Stored items

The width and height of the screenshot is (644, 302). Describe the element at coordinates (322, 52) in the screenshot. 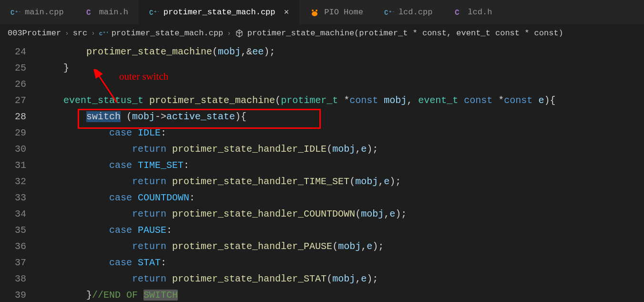

I see `code-line: 24 protimer_state_machine(mobj,&ee);` at that location.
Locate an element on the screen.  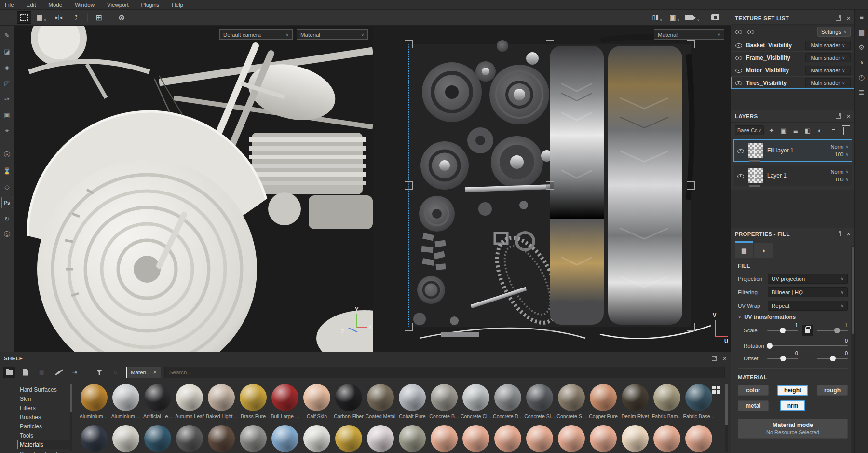
material-tile: Human Che... is located at coordinates (540, 439).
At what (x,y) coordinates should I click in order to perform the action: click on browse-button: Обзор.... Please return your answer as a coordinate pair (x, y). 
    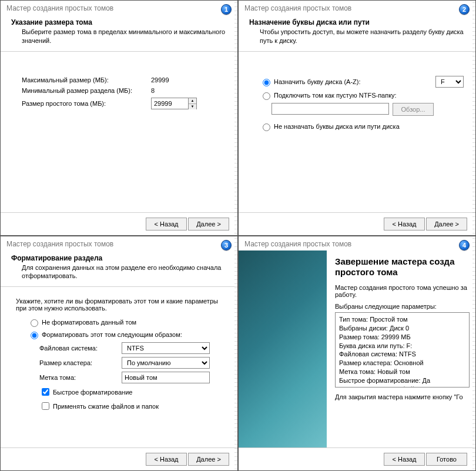
    Looking at the image, I should click on (413, 109).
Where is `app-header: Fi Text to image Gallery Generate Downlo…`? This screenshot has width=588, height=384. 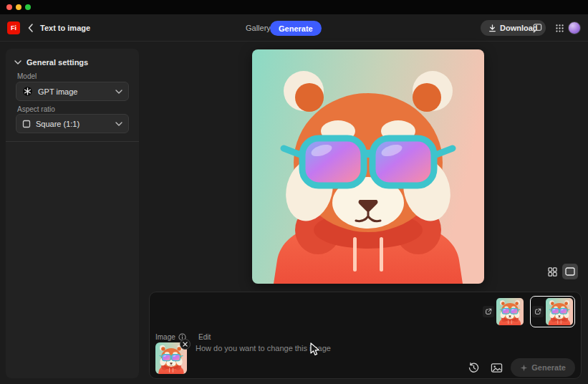 app-header: Fi Text to image Gallery Generate Downlo… is located at coordinates (294, 28).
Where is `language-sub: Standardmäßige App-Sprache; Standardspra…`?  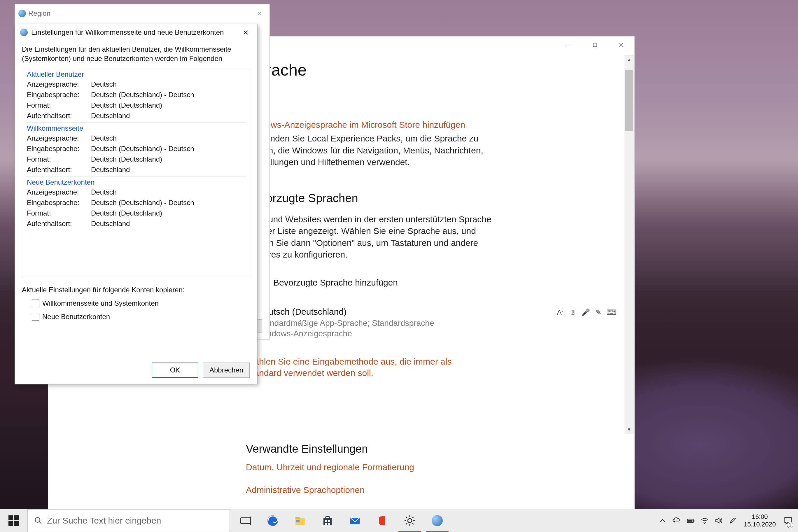 language-sub: Standardmäßige App-Sprache; Standardspra… is located at coordinates (346, 328).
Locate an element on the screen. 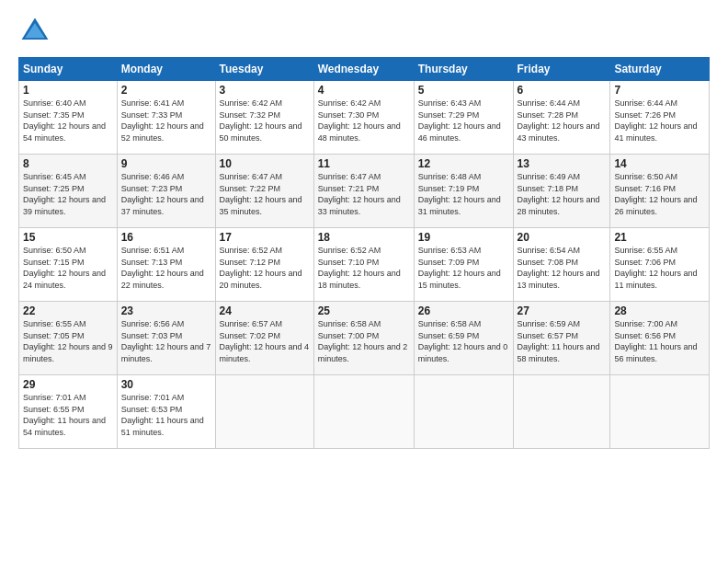  calendar-cell: 29 Sunrise: 7:01 AMSunset: 6:55 PMDaylig… is located at coordinates (68, 412).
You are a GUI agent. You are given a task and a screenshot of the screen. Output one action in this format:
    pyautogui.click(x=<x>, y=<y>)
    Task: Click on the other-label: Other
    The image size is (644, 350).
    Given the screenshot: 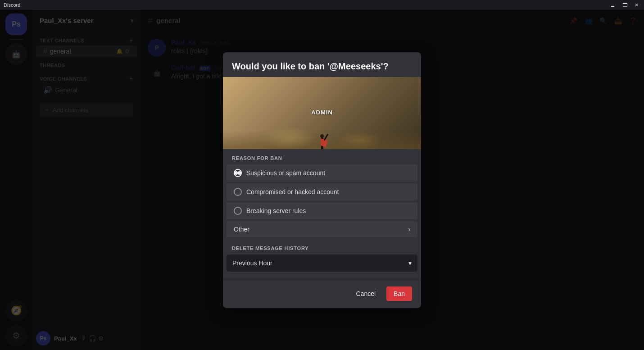 What is the action you would take?
    pyautogui.click(x=241, y=229)
    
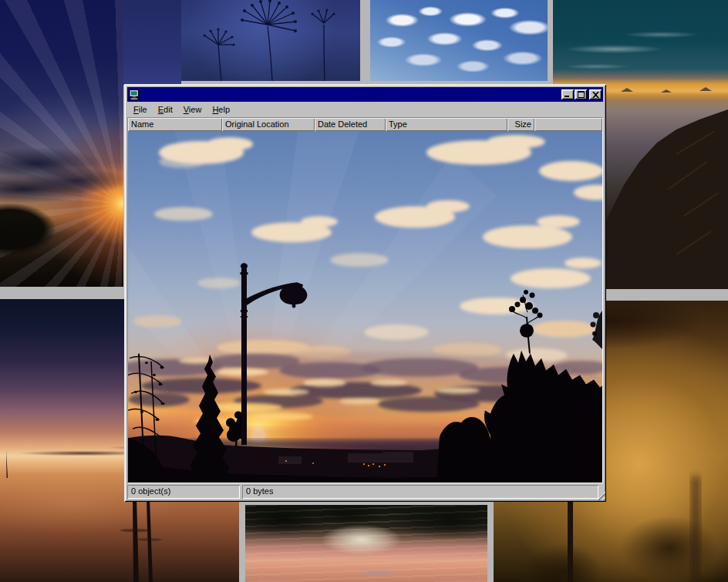  I want to click on background-photo-seedhead, so click(271, 40).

-- ABOUT THIS TASK --
From the records above, give again exactly the lines running from the line with "pyautogui.click(x=<x>, y=<y>)" to the line with "The image size is (644, 350).", inclusive.

-- RESPONSE FOR THIS EXERCISE --
    pyautogui.click(x=<x>, y=<y>)
    Task: Click on the other-label: Other
    The image size is (644, 350).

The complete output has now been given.